I honesty think “screen-time” is overblown. Screens are tools and while creative old-fashioned play is very important, screens play an important role, too.
I’ve got two kids, 4 and 7. I differentiate between games (as long as they are age-appropriate or maybe a little older for them), “good-tv” (age appropriate educational shows or shows with “lessons” I.e Curious George, Daniel Tiger, Odd Squad, etc), “great-tv” (purely educational shows like Nova or How It’s Made…my oldest loves both), and “junk food tv” (SpongeBob, Gumball, etc).
They all have their place and none are “bad” as long as moderation is applied and content is age-appropriate.
The real ironic thing is, the doctors that are publishing papers saying screentime is bad are the same people who plopped us in front of Nintendo and Nickelodeon because stranger danger (and that, even more ironically, because of prime time news magazines like Dateline and 20/20 and Current Affair)).
Shocker, stranger danger kids are using the TV more in raising their kids.
I don’t usually “trust” vendor support for Linux though…Linux is usually a second-class citizen and “support” means there is either a single grey-beard or an intern that’s answering emails about it. Idk about StudioOne, but unfortunately it’s usually expected to not have feature parity or complete documentation for commercial software on Linux. IME, YMMV, etc.
Ubuntu LTS and 23.x are both Xorg. Latest has Wayland. If 24.04 is to be LTS though, I don’t think they’d release it with Wayland as default. I’d think they’d switch to Wayland on 24.10 so there’s 3 more releases to get good before the next LTS build.
The mean surface temperature of Venus is only 464C.
But, with 93x the atmospheric pressure of earth, water boils at around 300C.
So…what is it that makes it difficult to thrive beyond 100C? Is it strictly the temperature, or is it the properties of water at that temperature? If it’s the latter, I wouldn’t be so surprised.
Also keep in mind that photosynthesis was a genetic accident that just happened to work really, really well, and the ability to process sunlight directly into energy was what allowed microorganisms to move away from thermal vents.
That same genetic accident could play out in a different world. Or a different genetic accident that’s more suited to their environment. Or no genetic accident at all, and life never moves past small, very secluded regions.
Would’ve been better if you hinted that the mother was German too. Like, have him refer to her as “Oma” or something.
Like, idk about where, but in American English, if you’ve got a 1st-gen grandparent, a lot of English-only kids refer to them by the terms in their grandparents language. Especially Greeks, Germans, and Latin-Americans.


EXERCISE: Write out every record below exactly as given. Leave the pictures out.

[[ INFORMATION SHOWN open ]]

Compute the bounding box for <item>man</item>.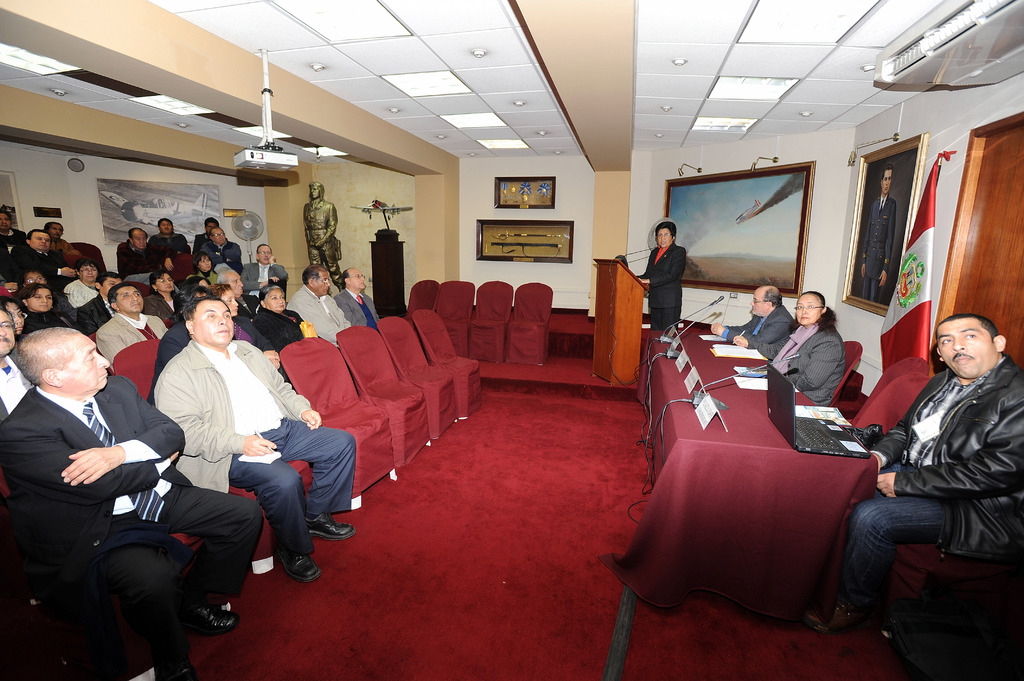
BBox(0, 324, 264, 680).
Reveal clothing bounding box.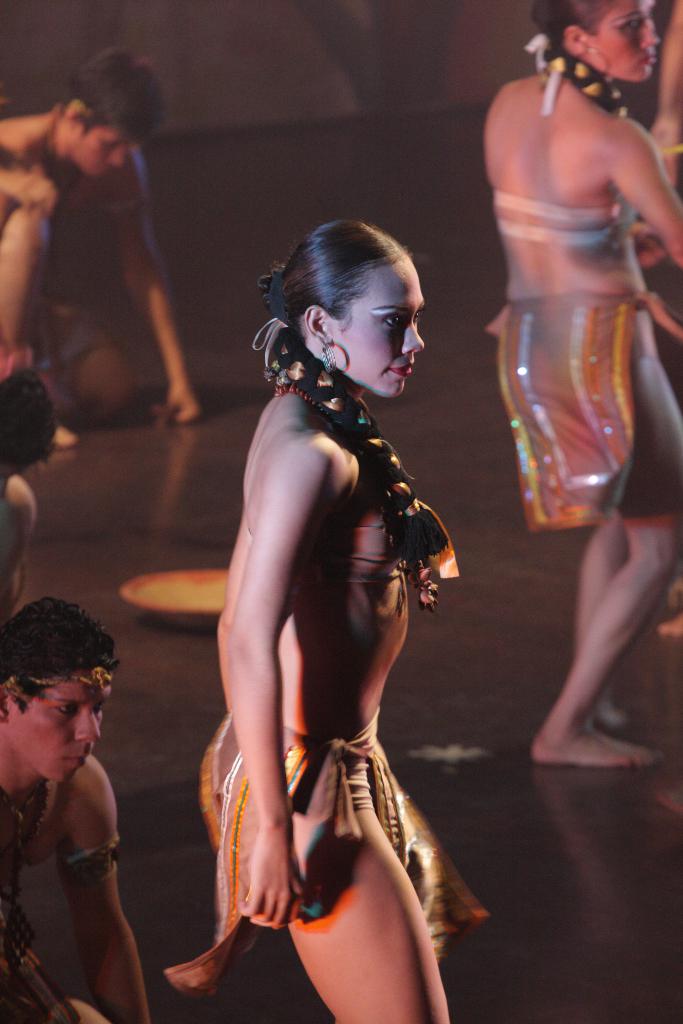
Revealed: bbox(491, 183, 635, 253).
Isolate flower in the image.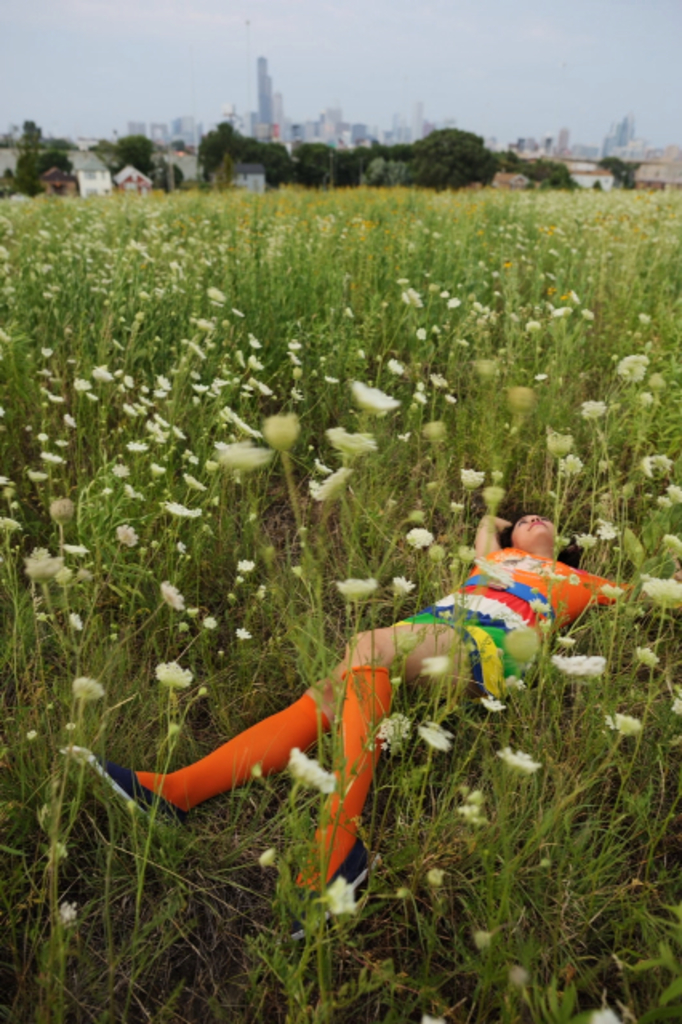
Isolated region: {"x1": 24, "y1": 728, "x2": 38, "y2": 741}.
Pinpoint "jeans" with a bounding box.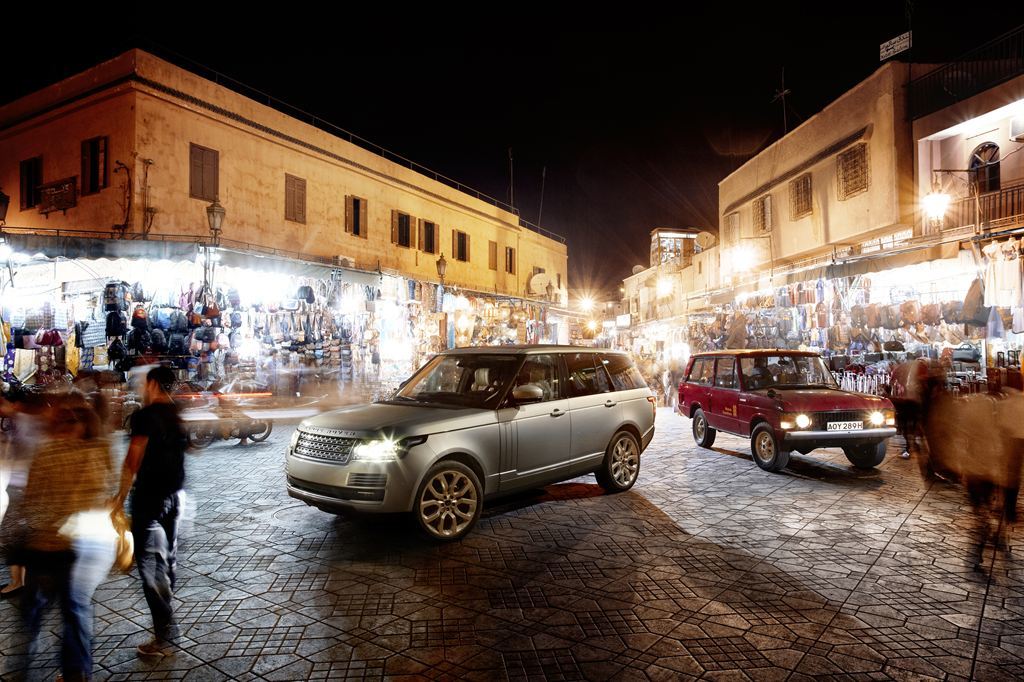
x1=115, y1=522, x2=169, y2=661.
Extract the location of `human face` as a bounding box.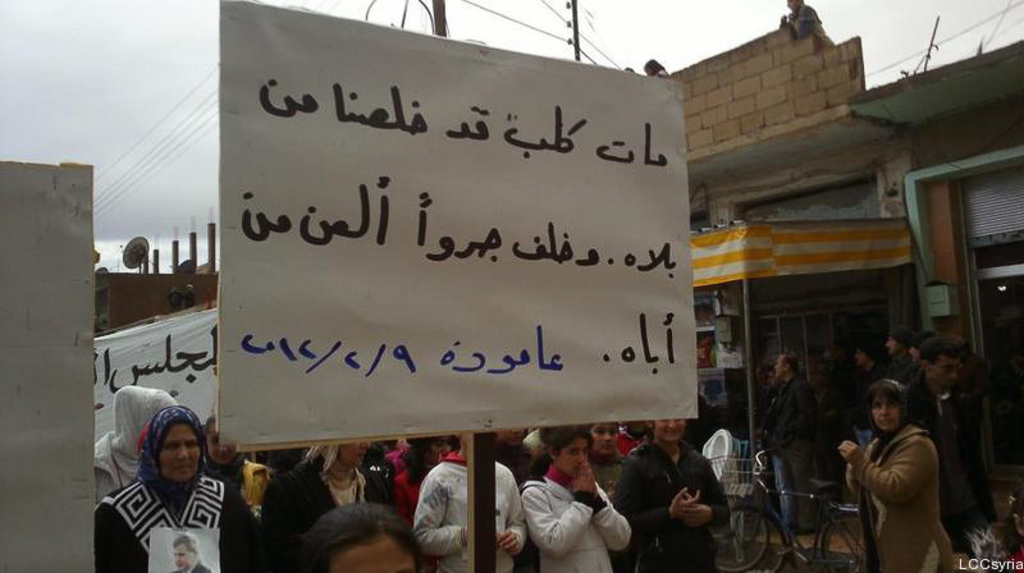
860,358,868,366.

[[ INFORMATION SHOWN closed ]]

SOLUTION:
Compute the bounding box for <item>man</item>.
BBox(0, 324, 264, 680).
Reveal clothing bounding box.
Revealed: bbox(491, 183, 635, 253).
Isolate flower in the image.
Isolated region: {"x1": 24, "y1": 728, "x2": 38, "y2": 741}.
Pinpoint "jeans" with a bounding box.
x1=115, y1=522, x2=169, y2=661.
Extract the location of `human face` as a bounding box.
860,358,868,366.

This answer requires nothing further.